A new study finds that giving kids deworming treatment still benefits them 20 years later
Zimbabwe Hopes Rural Electrification Can Stop Deforestation. Here’s Why It Might Not Work
Treating children for worms yields long-term health, economic gains, study says
Treating children for worms yields long-term benefits, says new study
Corrupción: normas sociales vs aplicación legal
If you gave 7,000 kuna to the poor, what would happen? They found out
Transparency and Reproducibility: Conceptualizing the Problem (Chapter 6) and Potential Solutions (Chapter 7)
A broad overview of research transparency and open science issues in the social sciences, across two chapters (Chapters 6 and 7).

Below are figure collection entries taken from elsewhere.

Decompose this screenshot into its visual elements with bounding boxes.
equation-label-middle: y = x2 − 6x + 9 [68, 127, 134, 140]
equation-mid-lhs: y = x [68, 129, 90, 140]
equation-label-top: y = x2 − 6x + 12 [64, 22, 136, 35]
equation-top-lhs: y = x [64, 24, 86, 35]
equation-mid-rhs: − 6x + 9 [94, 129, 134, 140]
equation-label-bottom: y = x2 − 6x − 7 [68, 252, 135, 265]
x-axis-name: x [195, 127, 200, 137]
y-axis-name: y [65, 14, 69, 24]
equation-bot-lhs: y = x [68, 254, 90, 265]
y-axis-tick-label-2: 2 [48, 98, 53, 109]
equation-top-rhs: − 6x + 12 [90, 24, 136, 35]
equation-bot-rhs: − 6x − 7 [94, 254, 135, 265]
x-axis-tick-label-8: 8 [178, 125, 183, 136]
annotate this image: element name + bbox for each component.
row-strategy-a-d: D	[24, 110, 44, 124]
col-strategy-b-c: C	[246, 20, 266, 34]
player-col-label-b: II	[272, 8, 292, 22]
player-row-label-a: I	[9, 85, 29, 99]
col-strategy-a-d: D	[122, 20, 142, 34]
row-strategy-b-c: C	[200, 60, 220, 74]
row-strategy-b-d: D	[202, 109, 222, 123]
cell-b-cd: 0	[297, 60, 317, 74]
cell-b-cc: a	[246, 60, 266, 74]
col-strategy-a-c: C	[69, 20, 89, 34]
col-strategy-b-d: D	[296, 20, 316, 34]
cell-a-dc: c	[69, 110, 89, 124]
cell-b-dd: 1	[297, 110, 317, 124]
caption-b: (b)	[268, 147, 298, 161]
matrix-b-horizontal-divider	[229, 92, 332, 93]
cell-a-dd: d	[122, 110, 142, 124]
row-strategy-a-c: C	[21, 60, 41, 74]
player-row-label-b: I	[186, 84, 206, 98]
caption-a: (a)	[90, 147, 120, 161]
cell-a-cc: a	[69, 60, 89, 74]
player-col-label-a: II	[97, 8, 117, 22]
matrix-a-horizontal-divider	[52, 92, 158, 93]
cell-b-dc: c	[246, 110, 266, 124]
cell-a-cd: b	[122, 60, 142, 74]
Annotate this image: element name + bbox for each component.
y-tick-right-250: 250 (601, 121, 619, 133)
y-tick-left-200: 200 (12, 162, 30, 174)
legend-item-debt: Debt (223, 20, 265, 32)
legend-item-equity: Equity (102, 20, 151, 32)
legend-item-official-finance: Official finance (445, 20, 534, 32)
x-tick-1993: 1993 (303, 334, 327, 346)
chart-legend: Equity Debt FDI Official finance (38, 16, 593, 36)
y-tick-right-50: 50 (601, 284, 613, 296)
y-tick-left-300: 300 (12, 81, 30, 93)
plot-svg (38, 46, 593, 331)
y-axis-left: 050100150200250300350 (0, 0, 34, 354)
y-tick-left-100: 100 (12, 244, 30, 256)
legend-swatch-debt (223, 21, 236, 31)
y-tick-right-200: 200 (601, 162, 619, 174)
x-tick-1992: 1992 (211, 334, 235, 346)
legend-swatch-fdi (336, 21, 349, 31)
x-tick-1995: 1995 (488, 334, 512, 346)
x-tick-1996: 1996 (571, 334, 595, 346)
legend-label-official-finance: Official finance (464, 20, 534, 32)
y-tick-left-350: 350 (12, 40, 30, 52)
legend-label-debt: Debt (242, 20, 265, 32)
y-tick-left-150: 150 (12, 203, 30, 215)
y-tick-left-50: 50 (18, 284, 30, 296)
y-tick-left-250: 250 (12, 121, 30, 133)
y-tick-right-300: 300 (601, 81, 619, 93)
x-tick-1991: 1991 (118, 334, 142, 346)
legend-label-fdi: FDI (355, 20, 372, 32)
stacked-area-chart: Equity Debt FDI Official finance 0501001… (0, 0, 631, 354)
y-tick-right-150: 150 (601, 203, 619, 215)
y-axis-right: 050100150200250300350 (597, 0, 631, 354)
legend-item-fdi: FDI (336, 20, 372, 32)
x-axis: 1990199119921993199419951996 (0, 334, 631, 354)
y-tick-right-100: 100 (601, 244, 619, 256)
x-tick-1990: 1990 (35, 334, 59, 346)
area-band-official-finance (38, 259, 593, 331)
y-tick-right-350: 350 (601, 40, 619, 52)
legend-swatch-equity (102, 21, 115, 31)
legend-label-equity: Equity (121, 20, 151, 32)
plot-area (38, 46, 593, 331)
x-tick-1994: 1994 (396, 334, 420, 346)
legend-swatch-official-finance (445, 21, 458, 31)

Using survey questions to measure preferences: Lessons from an experimental validation in Kenya
Can a short survey instrument reliably measure a range of fundamental economic preferences across diverse settings? We focus on survey questions that systematically predict behavior in incentivized experimental tasks among German university students (Becker et al. 2016) and were implemented among representative samples across the globe (Falk et al. 2018). This paper presents results of an experimental validation conducted among low-income individuals in Nairobi, Kenya. We find that quantitative survey measures –hypothetical versions of experimental tasks –of time preference, attitude to risk and altruism are good predictors of choices in incentivized experiments, suggesting these measures are broadly experimentally valid. At the same time, we find that qualitative questions –self-assessments –do not correlate with the experimental measures of preferences in the Kenyan sample. Thus, caution is needed before treating self-assessments as proxies of preferences in new contexts.
Research Transparency is on the Rise in Economics
This study provides a first assessment of awareness of, attitudes toward, perceived norms regarding, and adoption of open science practices within a broadly representative sample of active economics researchers. We observe a steep increase in adoption over the last decade, with an accelerating trend: as of 2017, 93 percent of economists had used at least one such practice—including posting data, sharing study materials, and study pre-registration—rising from 33 percent a decade earlier. We document extensive variation in adoption across economics subfields. Notably, most economists appear to underestimate the trend toward research transparency in the discipline.